S&P Global Platts assessed ultra low sulfur heating oil, which has a maximum 15 ppm sulfur, at NYMEX August ULSD futures minus 3.75 cents/gal for New York barges. Max 500 ppm low sulfur heating oil and traditional 2,000 ppm heating oil each also fell 75 points each, to minus 6 cents/gal and minus 13.50 cents/gal, respectively.
Market sources said there was little to no desire to buy in the East Coast or even Gulf Coast as outright prices hovered close to three-and-a-half-year highs. Platts assessed Gulf Coast heating oil unchanged at minus 18.25 cents/gal, but up 2.73 cents on a flat-price basis to $2.0132/gal. East Coast heating oil gained 1.98 cents to $2.0607/gal.
Each are July highs and continue a two-month trend of some of the highest prices dating back to February 2015 because of strength in the underlying futures market.
One East Coast trader wondered why prices were so high given the lack of any good outlets for buying, including the typical summer buying to ensure enough barrels for winter needs.
"We can't sell anything. Nobody's doing any lock-ins. The prices are so high nobody wants to do anything here," he said. "There's no demand for heating oil. There's no money in buying and storing it. So that's gone. We've had quite a heat wave up here, too."
Maryland and Pennsylvania continue to use LHSO as the New England states switched to an ULSHO specification on July 1. But a second trader said that demand has likely died out after a rush in buying before the deadline, which allowed use of 500 ppm LSHO still in tank.
"Many terminals loaded up with 500 ppm prior to June 30," he said. "It all got soaked up at the end of June."
Several Gulf Coast traders said their region is somewhat insulated by export demand, especially to parts of Latin America dealing with their winter.
"Exports are certainly down.

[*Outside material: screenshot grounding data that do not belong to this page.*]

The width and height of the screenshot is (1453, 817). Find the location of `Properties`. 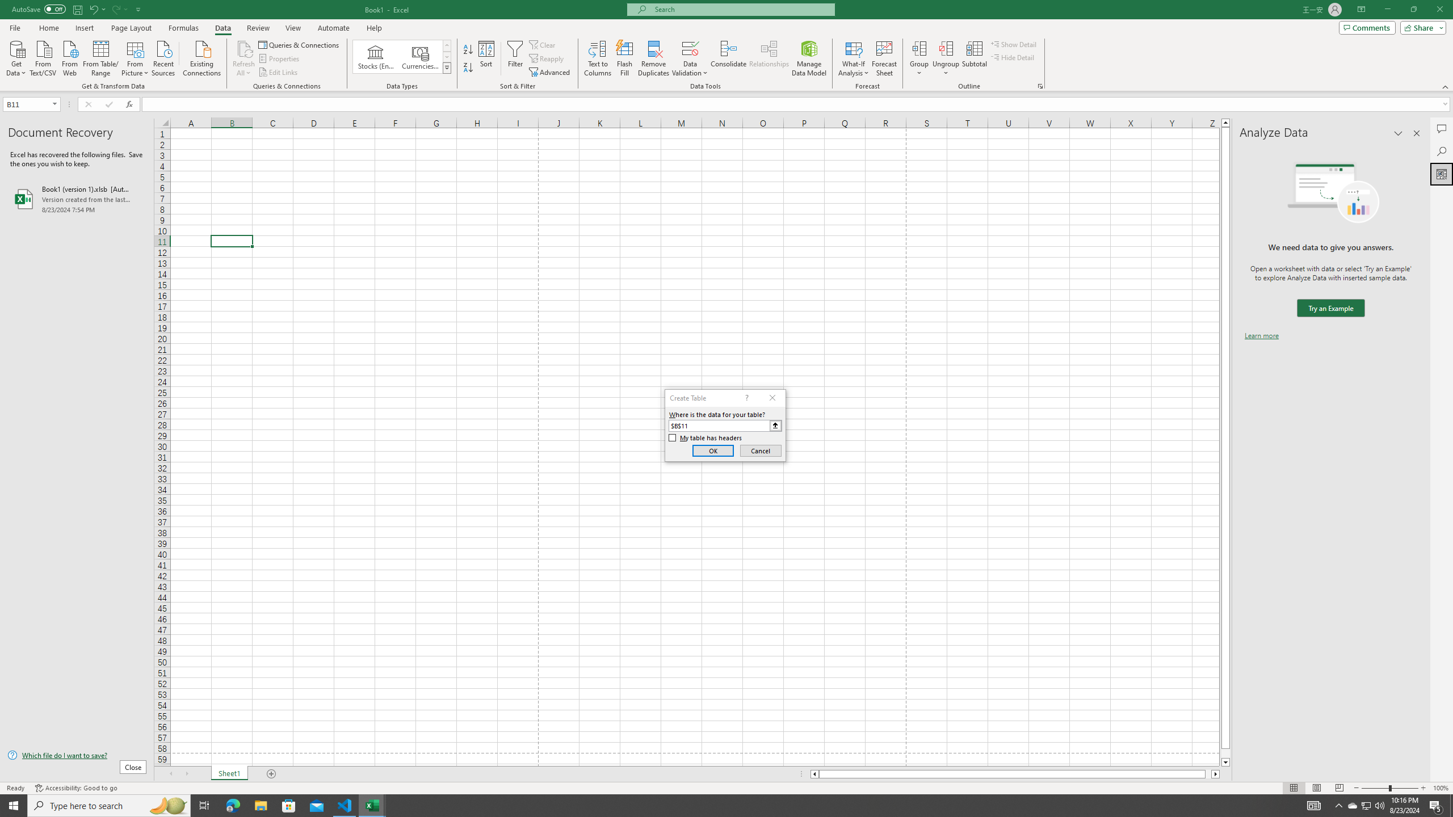

Properties is located at coordinates (280, 59).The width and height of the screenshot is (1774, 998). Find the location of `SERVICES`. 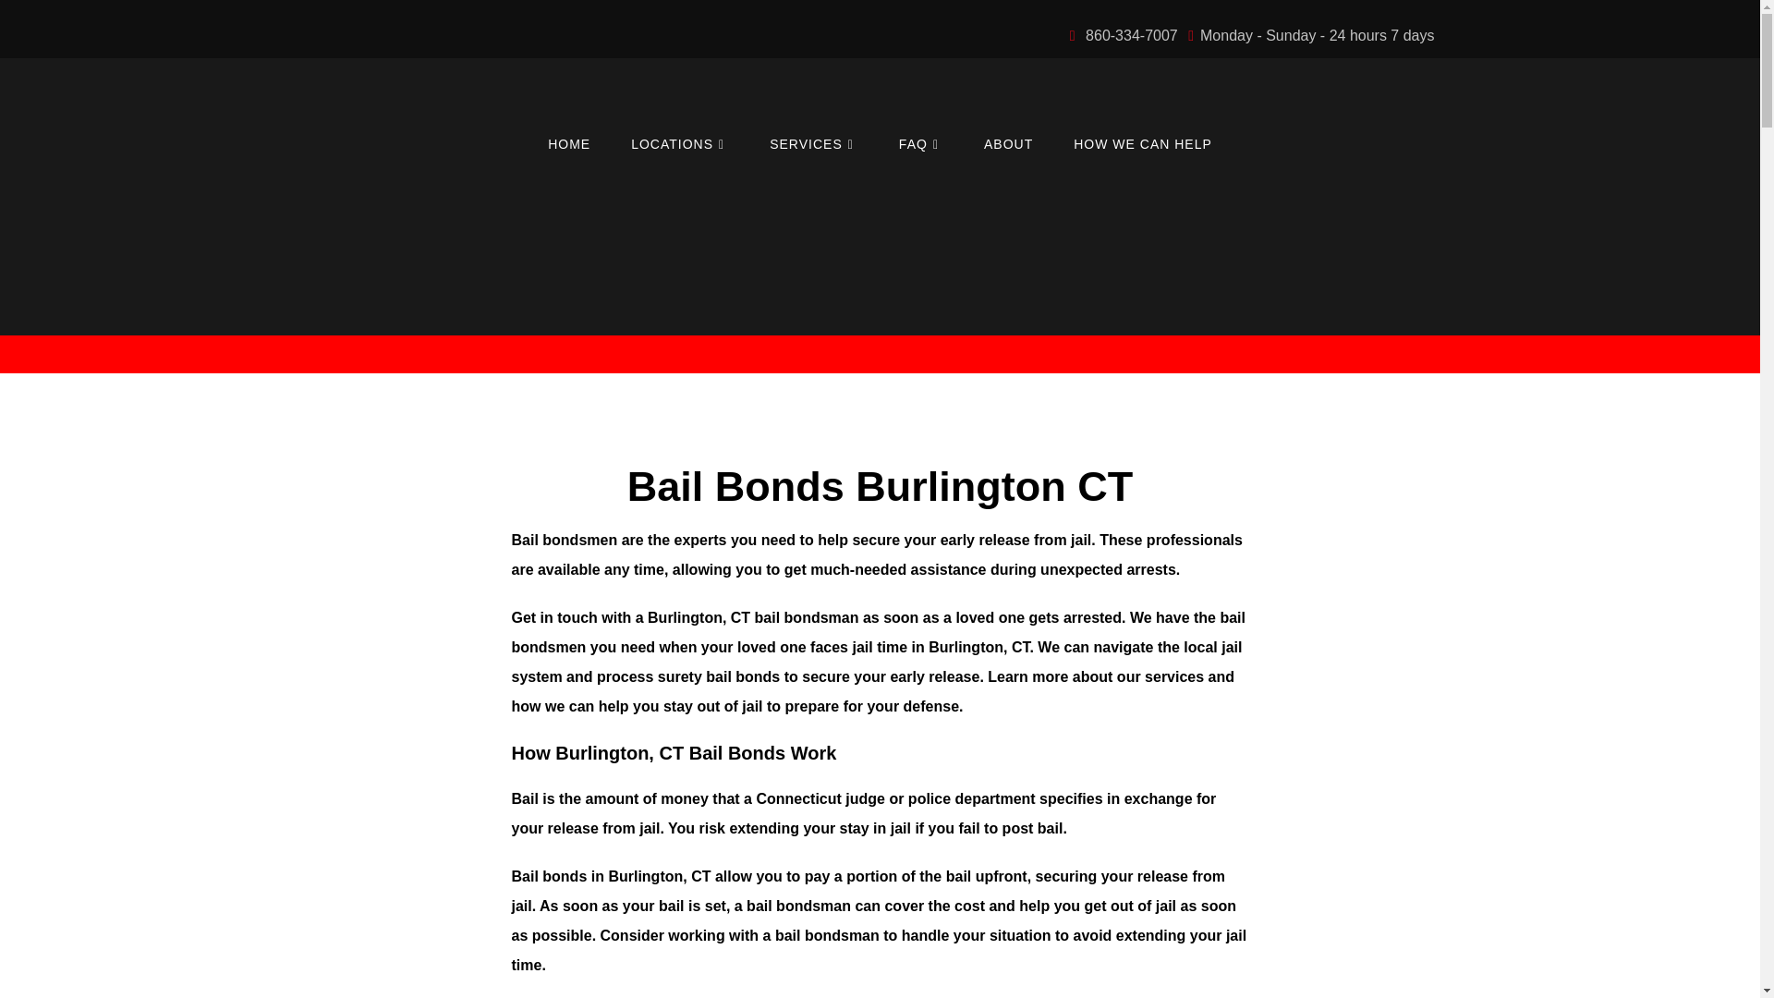

SERVICES is located at coordinates (813, 144).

I can vouch for that," said one active heating oil exporter of LSHO. He said that the biggest winter demand region -- Brazil -- is back after a crippling trucker strike that blocked import movements. But demand is not super strong and Brazilian oil giant Petrobras is fighting off imports with its internal supply.
"The strike's over but the margin is really bad down there," he said.
The export demand has supported a high sulfur heating oil differential that has seen long enough runs of weakness that it has replaced vacuum gasoil, or VGO, as a refinery feed. Gulf Coast heating oil had dipped below VGO from June 20 but only until July 5, which traders said was not enough to open up that outlet known as "distillate dropping."
Traders may have to wait a while before another source of demand opens up. A switch to cleaner fuels for the world's shipping channels in 2020 might prove a big draw for heating oil grades too high in sulfur for distillates but not for bunker fuel.
A second Gulf Coast trader said he already sees that in marine gasoil demand.
"Spec changes will be a big factor," he said. "So I'm not sure how it all will sort itself out, but it always does."